“Ha-ha. Close your eyes.”
I stripped down to my underwear—of course I had to be wearing a bra that didn’t match—and jumped in. The water was cold despite the warmth of the day. It sent a shiver through the core of me. I swam over to you. “Come on, then,” I said. “Show me what you got.”
“A race?”
“Two lengths. You and me.”
“Okay …”
“You think you’re going to destroy me? My dad was a SEAL, remember?”
“True.”
We half swam, half walked to the side of the pool facing the ocean. It was a shallow pool. Then we stood and looked at each other.
“One. Two. Three.”
We both threw ourselves forward. I swam as fast as I could, which was pretty fast because, well, Dad a SEAL and all that, doing the crawl, feeling the water rushing over me. When I breathed, I got a glimpse of the ocean, and you were right, it was like swimming in forever. Like there was no border between the pool and the ocean.
I also saw that, as fast as I was, you were way ahead. You got to the end of the pool and did one of those turns pro swimmers do, disappearing under the water and then reappearing alongside me but facing the other way, already breaking the surface with a stroke. A few seconds later I reached the end and turned to see you already back where we had started.
“Huh,” I said.
You gave a sheepish smile. “I meant to go easy on you but—”
“But you can’t help your brilliance?”
“I train a lot.”
You sounded not entirely happy about this. “You don’t like it?” I asked.
“It’s fine. It’s swimming. I don’t … It’s just something I do.”
“Right.”
You pulled yourself out of the pool; sat on the side and looked down at me.
“I’m staying in here,” I said. “I’m in my underwear, remember?”
“How could I forget?”
“Ha-ha.”
You sat there for a while, and we just didn’t say anything, the sun on our skin, your legs in the water, me kind of floating there. I never knew what people meant about comfortable silences before then because silences between me and my dad were never comfortable.
A thought flashed: Yeah, and Paris is still gone.
It punches you like that, when you least expect it.
You kept glancing over at something—I thought maybe the bar? I thought maybe you were going to suggest that we steal a drink, which I would have been totally on board with at that point; I’d have been on board with drinking and drinking until I didn’t even remember that I ever knew anyone called Paris. But eventually you levered yourself up on your hands and kind of popped into a standing position, then walked over to the bandstand.
I took a deep breath. Tried to put myself into the moment. To tell myself there was nothing I could do to find Paris right at that moment.
You came back with a ukulele and sat down again, your feet in the water. “They have, like, a Hawaiian band that plays in the evenings,” you said. “It makes no sense; I mean, the decor is all Florida. But what can you do?”
“Hmm,” I said. I was spaced out—the pool and the sun gleaming on it; I felt like I was dissolving. Into sparkle and blueness and the sound of lapping water, shushing and bubbling, tapping against the tiled sides.
You cradled the ukulele. I was watching you. I succeeded so totally at getting into the moment, I forgot then that there was a voice. That I had a dad. That Paris had disappeared. I was feeling the water on my skin and looking at you, at the look on your face.
The look was love.
I don’t mean romantic love. I mean … the love of someone who is holding the thing they are meant to be holding. Doing the thing they are meant to be doing. It was interesting because I had not seen that look when you dived into the pool, or when you were swimming. But I saw it now, now that you had that instrument in your hands.
You ran your fingers over the frets. Then you bent your head so I couldn’t see your face, and started to play. Just notes at first, then runs and arpeggios—I think that’s what they’re called? And scales, I guess. Then you flowed into something I recognized—the Beach Boys. “God Only Knows.” You hummed along.
And here’s the thing: you were amazing. Technically, of course. But also, the instrument, it was like it breathed with you. Like you made it live, made it want to pour out its own song. You were impressive at the pier, when you were playing what people called out, on the electric organ, but when you played that ukulele … it was like I was hearing your soul.
Okay, now I’m the one being poetic and sickly.
Anyway.
As you hummed, I don’t know, I guess it was that faulty inhibition thing again, but I began to sing. I knew all the words. I sang the first verse, and then the chorus. You looked up at me, and I stopped, embarrassed.
You put aside the ukulele. “Hey,” you said. “Don’t go all shy on me. Keep singing. I like hearing your voice.”
I don’t like hearing my voice, I thought. I shut up.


**WHAT YOU WILL DO:** Print out each entry without alteration, and keep the pictures out.

**TASK INPUT:**

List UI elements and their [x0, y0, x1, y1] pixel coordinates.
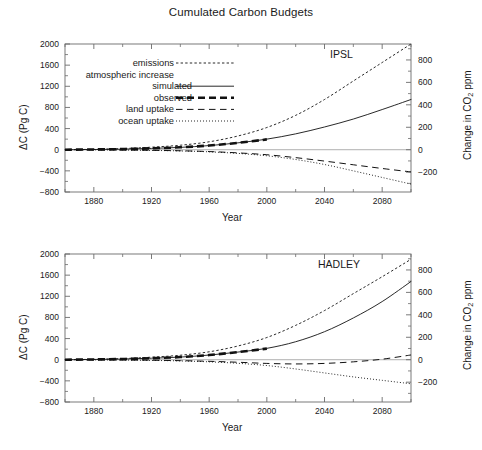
svg-text:400: 400: [45, 334, 59, 344]
y-axis-label-right-unit: ppm: [462, 280, 473, 302]
svg-text:2040: 2040: [315, 406, 334, 416]
svg-text:−800: −800: [40, 187, 59, 197]
svg-text:2080: 2080: [373, 406, 392, 416]
series-atmospheric-increase-observed: [65, 349, 267, 360]
panel-tag-ipsl: IPSL: [330, 48, 353, 60]
series-emissions: [65, 259, 411, 359]
figure-root: Cumulated Carbon Budgets 200016001200800…: [0, 0, 482, 450]
svg-text:−400: −400: [40, 166, 59, 176]
plot-area-ipsl: 2000160012008004000−400−8008006004002000…: [0, 30, 482, 230]
svg-text:1200: 1200: [40, 81, 59, 91]
plot-area-hadley: 2000160012008004000−400−8008006004002000…: [0, 240, 482, 440]
svg-text:1960: 1960: [200, 406, 219, 416]
x-axis-label-hadley: Year: [222, 422, 242, 433]
panel-tag-hadley: HADLEY: [318, 258, 360, 270]
svg-text:400: 400: [418, 100, 432, 110]
svg-text:0: 0: [418, 355, 423, 365]
series-atmospheric-increase-simulated: [65, 281, 411, 359]
y-axis-label-left-hadley: ΔC (Pg C): [18, 314, 29, 360]
svg-text:−200: −200: [418, 377, 437, 387]
svg-text:0: 0: [54, 145, 59, 155]
svg-text:−800: −800: [40, 397, 59, 407]
svg-text:200: 200: [418, 332, 432, 342]
y-axis-label-right-ipsl: Change in CO2 ppm: [462, 70, 475, 160]
series-ocean-uptake: [65, 150, 411, 184]
svg-text:1880: 1880: [84, 196, 103, 206]
series-land-uptake: [65, 150, 411, 172]
series-ocean-uptake: [65, 360, 411, 384]
legend-label-atmospheric-increase: atmospheric increase: [86, 70, 174, 80]
svg-text:200: 200: [418, 122, 432, 132]
svg-text:−400: −400: [40, 376, 59, 386]
svg-text:0: 0: [54, 355, 59, 365]
svg-text:800: 800: [418, 55, 432, 65]
svg-text:800: 800: [45, 102, 59, 112]
y-axis-label-right-unit: ppm: [462, 70, 473, 92]
svg-text:600: 600: [418, 287, 432, 297]
svg-text:2000: 2000: [257, 406, 276, 416]
svg-text:2000: 2000: [257, 196, 276, 206]
legend-label-observed: observed: [154, 93, 192, 103]
y-axis-label-right-text: Change in CO: [462, 307, 473, 370]
legend-label-ocean-uptake: ocean uptake: [118, 116, 174, 126]
figure-title: Cumulated Carbon Budgets: [0, 6, 482, 18]
svg-text:2080: 2080: [373, 196, 392, 206]
series-atmospheric-increase-observed: [65, 139, 267, 149]
svg-text:1600: 1600: [40, 270, 59, 280]
svg-text:1600: 1600: [40, 60, 59, 70]
co2-subscript: 2: [466, 303, 475, 307]
panel-ipsl: 2000160012008004000−400−8008006004002000…: [0, 30, 482, 230]
panel-hadley: 2000160012008004000−400−8008006004002000…: [0, 240, 482, 440]
svg-text:400: 400: [45, 124, 59, 134]
series-emissions: [65, 44, 411, 150]
series-atmospheric-increase-simulated: [65, 100, 411, 150]
svg-text:600: 600: [418, 77, 432, 87]
svg-text:1920: 1920: [142, 406, 161, 416]
svg-text:800: 800: [45, 312, 59, 322]
svg-text:400: 400: [418, 310, 432, 320]
legend-label-land-uptake: land uptake: [126, 104, 174, 114]
co2-subscript: 2: [466, 93, 475, 97]
x-axis-label-ipsl: Year: [222, 212, 242, 223]
y-axis-label-right-hadley: Change in CO2 ppm: [462, 280, 475, 370]
svg-text:1920: 1920: [142, 196, 161, 206]
svg-text:2000: 2000: [40, 249, 59, 259]
legend-label-emissions: emissions: [133, 58, 175, 68]
svg-text:1880: 1880: [84, 406, 103, 416]
svg-text:800: 800: [418, 265, 432, 275]
svg-text:−200: −200: [418, 167, 437, 177]
svg-text:2040: 2040: [315, 196, 334, 206]
svg-text:1200: 1200: [40, 291, 59, 301]
svg-text:1960: 1960: [200, 196, 219, 206]
svg-text:2000: 2000: [40, 39, 59, 49]
y-axis-label-right-text: Change in CO: [462, 97, 473, 160]
svg-text:0: 0: [418, 145, 423, 155]
y-axis-label-left-ipsl: ΔC (Pg C): [18, 104, 29, 150]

**RESPONSE:**
List UI elements and their [x0, y0, x1, y1] pixel coordinates.
svg-text:400: 400: [45, 334, 59, 344]
y-axis-label-right-unit: ppm: [462, 280, 473, 302]
svg-text:2040: 2040: [315, 406, 334, 416]
svg-text:−800: −800: [40, 187, 59, 197]
svg-text:2080: 2080: [373, 406, 392, 416]
series-atmospheric-increase-observed: [65, 349, 267, 360]
panel-tag-ipsl: IPSL: [330, 48, 353, 60]
series-emissions: [65, 259, 411, 359]
figure-root: Cumulated Carbon Budgets 200016001200800…: [0, 0, 482, 450]
svg-text:−400: −400: [40, 166, 59, 176]
plot-area-ipsl: 2000160012008004000−400−8008006004002000…: [0, 30, 482, 230]
svg-text:1200: 1200: [40, 81, 59, 91]
plot-area-hadley: 2000160012008004000−400−8008006004002000…: [0, 240, 482, 440]
svg-text:1960: 1960: [200, 406, 219, 416]
x-axis-label-hadley: Year: [222, 422, 242, 433]
panel-tag-hadley: HADLEY: [318, 258, 360, 270]
svg-text:400: 400: [418, 100, 432, 110]
svg-text:0: 0: [418, 355, 423, 365]
series-atmospheric-increase-simulated: [65, 281, 411, 359]
y-axis-label-left-hadley: ΔC (Pg C): [18, 314, 29, 360]
svg-text:−200: −200: [418, 377, 437, 387]
svg-text:0: 0: [54, 145, 59, 155]
svg-text:−800: −800: [40, 397, 59, 407]
svg-text:200: 200: [418, 332, 432, 342]
y-axis-label-right-ipsl: Change in CO2 ppm: [462, 70, 475, 160]
series-ocean-uptake: [65, 150, 411, 184]
svg-text:1880: 1880: [84, 196, 103, 206]
series-land-uptake: [65, 150, 411, 172]
series-ocean-uptake: [65, 360, 411, 384]
legend-label-atmospheric-increase: atmospheric increase: [86, 70, 174, 80]
svg-text:200: 200: [418, 122, 432, 132]
svg-text:−400: −400: [40, 376, 59, 386]
svg-text:0: 0: [54, 355, 59, 365]
svg-text:800: 800: [418, 55, 432, 65]
svg-text:800: 800: [45, 102, 59, 112]
y-axis-label-right-unit: ppm: [462, 70, 473, 92]
svg-text:600: 600: [418, 287, 432, 297]
svg-text:2000: 2000: [257, 406, 276, 416]
svg-text:2000: 2000: [257, 196, 276, 206]
legend-label-observed: observed: [154, 93, 192, 103]
y-axis-label-right-text: Change in CO: [462, 307, 473, 370]
legend-label-ocean-uptake: ocean uptake: [118, 116, 174, 126]
figure-title: Cumulated Carbon Budgets: [0, 6, 482, 18]
svg-text:2080: 2080: [373, 196, 392, 206]
series-atmospheric-increase-observed: [65, 139, 267, 149]
svg-text:1600: 1600: [40, 270, 59, 280]
svg-text:1600: 1600: [40, 60, 59, 70]
co2-subscript: 2: [466, 303, 475, 307]
panel-ipsl: 2000160012008004000−400−8008006004002000…: [0, 30, 482, 230]
panel-hadley: 2000160012008004000−400−8008006004002000…: [0, 240, 482, 440]
svg-text:400: 400: [45, 124, 59, 134]
series-emissions: [65, 44, 411, 150]
series-atmospheric-increase-simulated: [65, 100, 411, 150]
svg-text:600: 600: [418, 77, 432, 87]
svg-text:1920: 1920: [142, 406, 161, 416]
svg-text:800: 800: [45, 312, 59, 322]
svg-text:400: 400: [418, 310, 432, 320]
legend-label-land-uptake: land uptake: [126, 104, 174, 114]
co2-subscript: 2: [466, 93, 475, 97]
x-axis-label-ipsl: Year: [222, 212, 242, 223]
y-axis-label-right-hadley: Change in CO2 ppm: [462, 280, 475, 370]
svg-text:1920: 1920: [142, 196, 161, 206]
svg-text:2000: 2000: [40, 249, 59, 259]
legend-label-emissions: emissions: [133, 58, 175, 68]
svg-text:1880: 1880: [84, 406, 103, 416]
svg-text:800: 800: [418, 265, 432, 275]
svg-text:−200: −200: [418, 167, 437, 177]
svg-text:2040: 2040: [315, 196, 334, 206]
svg-text:1200: 1200: [40, 291, 59, 301]
svg-text:1960: 1960: [200, 196, 219, 206]
svg-text:2000: 2000: [40, 39, 59, 49]
y-axis-label-right-text: Change in CO: [462, 97, 473, 160]
svg-text:0: 0: [418, 145, 423, 155]
y-axis-label-left-ipsl: ΔC (Pg C): [18, 104, 29, 150]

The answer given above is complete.